Input: Fed IT spending up 3.9 percent in '09

The federal government's spending on IT will increase a modest 3.9 percent overall in 2009.

The federal government's spending on information technology will increase a modest 3.9 percent overall in 2009 with greater growth expected to begin in 2010, according to a new report by Input.

"We will have a couple more years of probably the lowest growth, or among the lowest growth, we've seen in the history of IT spending," said Kevin Plexico, senior vice president of operations at the government analysis firm, based in Reston, Va.

"For most agencies it's going to be pretty much like we're in now, steady state activities will rule the day and it won't be until 2011 that we actually really have an opportunity for the new administration, with its leadership in place, to prepare a new budget reflecting their priorities."

We expect a bit more rapid growth in spending to start in 2010 and 2011, "getting more to the historical levels that we've seen" in the past, Plexico told the FedFocus 2009 gathering Tuesday.

The No. 1 priority for the new administration will be to address the financial crisis, Plexico said.

Citing President Bush's five management agenda points ? expanded electronic government, budget and performance integration, competitive sourcing, improved financial management and strategic management, and human capital ? Plexico said the next administration will not likely continue to pursue all five. "If you look at the competitive sourcing area, I think it's an area that is effectively dead on arrival in the new administration. It is very, very unpopular in the Democratic [controlled] Congress," he said.

"Strategic management and human capital is still very much a big issue in the government, so I think that issue is going to stay, as well as the budget and performance integration area," he added. "This particularly is going to be a challenge given the tight budgets that we're likely to see in the agencies that are maybe not in the mainstream."

Agencies that have typically gotten bipartisan support for funding, such as the Defense, Homeland Security and Veterans Affairs departments, "will be OK," Plexico said. But the agencies that are really under a lot of scrutiny for their budgets because they are not priority agencies are going to have much tighter budgets, and they're going to have much more scrutiny on budget and performance integration."

The VA budget will increase almost 10 percent over last year and the DHS will see a 6 percent increase. But Congress "effectively punished the [DHS] US-VISIT program for not providing some of the oversight reports it had requested previously by cutting its funding by $90 million for the coming year," Plexico said.

He said with no major single contract awards coming in 2009, contractors should position themselves to go after recompeted awards, task orders and multiple awards, the latter of which now accounts for about 30 percent of government contracting, he said.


Transcribe every entry verbatim; omit pictures.

Web page and app entries
──────

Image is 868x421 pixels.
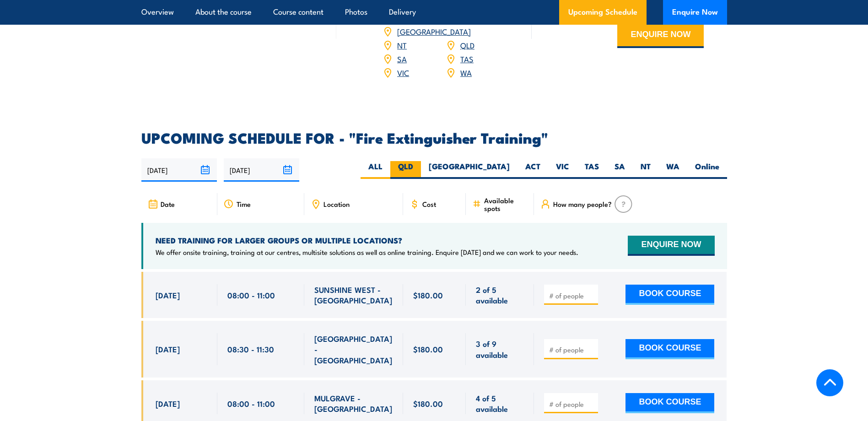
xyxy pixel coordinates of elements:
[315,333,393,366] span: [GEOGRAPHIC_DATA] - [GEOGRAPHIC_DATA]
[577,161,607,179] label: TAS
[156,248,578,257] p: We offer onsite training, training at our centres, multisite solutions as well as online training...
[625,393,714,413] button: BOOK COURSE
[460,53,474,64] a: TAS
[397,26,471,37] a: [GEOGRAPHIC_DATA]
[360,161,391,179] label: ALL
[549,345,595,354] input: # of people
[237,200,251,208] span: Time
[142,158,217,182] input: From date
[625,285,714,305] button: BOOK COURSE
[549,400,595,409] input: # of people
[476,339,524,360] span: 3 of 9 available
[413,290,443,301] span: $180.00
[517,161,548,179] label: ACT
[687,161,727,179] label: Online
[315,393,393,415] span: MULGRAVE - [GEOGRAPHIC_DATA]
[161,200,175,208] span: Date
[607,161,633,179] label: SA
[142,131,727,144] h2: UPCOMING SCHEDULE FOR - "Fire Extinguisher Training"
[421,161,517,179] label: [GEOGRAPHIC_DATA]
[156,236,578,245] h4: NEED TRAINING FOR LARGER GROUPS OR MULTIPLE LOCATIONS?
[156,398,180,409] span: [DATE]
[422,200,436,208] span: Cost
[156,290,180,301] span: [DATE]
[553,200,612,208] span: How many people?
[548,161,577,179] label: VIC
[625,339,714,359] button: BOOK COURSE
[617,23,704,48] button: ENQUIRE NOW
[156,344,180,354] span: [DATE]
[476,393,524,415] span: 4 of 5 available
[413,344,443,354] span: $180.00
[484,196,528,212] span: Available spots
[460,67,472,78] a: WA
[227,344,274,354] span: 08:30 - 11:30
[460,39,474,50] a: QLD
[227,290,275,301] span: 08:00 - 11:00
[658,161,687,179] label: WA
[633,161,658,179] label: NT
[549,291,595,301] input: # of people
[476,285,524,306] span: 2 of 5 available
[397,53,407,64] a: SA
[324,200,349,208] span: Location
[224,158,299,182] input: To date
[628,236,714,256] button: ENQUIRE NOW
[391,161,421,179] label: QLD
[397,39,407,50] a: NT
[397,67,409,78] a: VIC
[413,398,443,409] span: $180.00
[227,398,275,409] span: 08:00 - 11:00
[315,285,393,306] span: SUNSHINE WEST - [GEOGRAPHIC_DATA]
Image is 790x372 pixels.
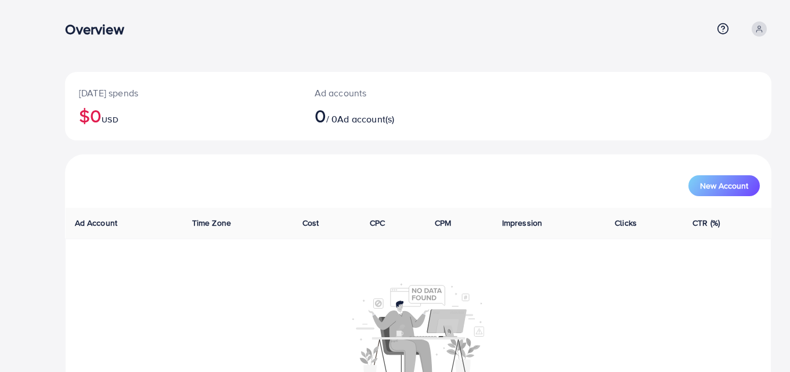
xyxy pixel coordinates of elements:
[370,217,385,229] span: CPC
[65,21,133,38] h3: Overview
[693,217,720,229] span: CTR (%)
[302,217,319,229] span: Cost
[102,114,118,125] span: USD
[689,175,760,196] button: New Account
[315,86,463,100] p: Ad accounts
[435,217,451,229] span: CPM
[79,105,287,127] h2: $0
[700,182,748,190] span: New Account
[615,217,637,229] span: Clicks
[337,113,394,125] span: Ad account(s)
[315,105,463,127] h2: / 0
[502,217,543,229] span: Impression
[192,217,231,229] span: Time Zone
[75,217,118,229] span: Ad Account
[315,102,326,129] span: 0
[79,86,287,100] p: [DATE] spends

──────

→ RESPONSE TO THIS TASK
Image is 868x421 pixels.
xyxy pixel coordinates of elements:
[315,333,393,366] span: [GEOGRAPHIC_DATA] - [GEOGRAPHIC_DATA]
[577,161,607,179] label: TAS
[156,248,578,257] p: We offer onsite training, training at our centres, multisite solutions as well as online training...
[625,393,714,413] button: BOOK COURSE
[460,53,474,64] a: TAS
[397,26,471,37] a: [GEOGRAPHIC_DATA]
[360,161,391,179] label: ALL
[549,345,595,354] input: # of people
[237,200,251,208] span: Time
[142,158,217,182] input: From date
[625,285,714,305] button: BOOK COURSE
[549,400,595,409] input: # of people
[476,339,524,360] span: 3 of 9 available
[413,290,443,301] span: $180.00
[517,161,548,179] label: ACT
[687,161,727,179] label: Online
[315,393,393,415] span: MULGRAVE - [GEOGRAPHIC_DATA]
[161,200,175,208] span: Date
[607,161,633,179] label: SA
[142,131,727,144] h2: UPCOMING SCHEDULE FOR - "Fire Extinguisher Training"
[421,161,517,179] label: [GEOGRAPHIC_DATA]
[156,236,578,245] h4: NEED TRAINING FOR LARGER GROUPS OR MULTIPLE LOCATIONS?
[156,398,180,409] span: [DATE]
[422,200,436,208] span: Cost
[156,290,180,301] span: [DATE]
[553,200,612,208] span: How many people?
[548,161,577,179] label: VIC
[625,339,714,359] button: BOOK COURSE
[617,23,704,48] button: ENQUIRE NOW
[156,344,180,354] span: [DATE]
[476,393,524,415] span: 4 of 5 available
[413,344,443,354] span: $180.00
[484,196,528,212] span: Available spots
[460,67,472,78] a: WA
[227,344,274,354] span: 08:30 - 11:30
[460,39,474,50] a: QLD
[227,290,275,301] span: 08:00 - 11:00
[658,161,687,179] label: WA
[633,161,658,179] label: NT
[549,291,595,301] input: # of people
[476,285,524,306] span: 2 of 5 available
[397,53,407,64] a: SA
[324,200,349,208] span: Location
[224,158,299,182] input: To date
[628,236,714,256] button: ENQUIRE NOW
[391,161,421,179] label: QLD
[397,39,407,50] a: NT
[397,67,409,78] a: VIC
[413,398,443,409] span: $180.00
[227,398,275,409] span: 08:00 - 11:00
[315,285,393,306] span: SUNSHINE WEST - [GEOGRAPHIC_DATA]
Image is 790x372 pixels.
xyxy pixel coordinates of elements:
[370,217,385,229] span: CPC
[65,21,133,38] h3: Overview
[693,217,720,229] span: CTR (%)
[302,217,319,229] span: Cost
[102,114,118,125] span: USD
[689,175,760,196] button: New Account
[315,86,463,100] p: Ad accounts
[435,217,451,229] span: CPM
[79,105,287,127] h2: $0
[700,182,748,190] span: New Account
[615,217,637,229] span: Clicks
[337,113,394,125] span: Ad account(s)
[315,105,463,127] h2: / 0
[502,217,543,229] span: Impression
[192,217,231,229] span: Time Zone
[75,217,118,229] span: Ad Account
[315,102,326,129] span: 0
[79,86,287,100] p: [DATE] spends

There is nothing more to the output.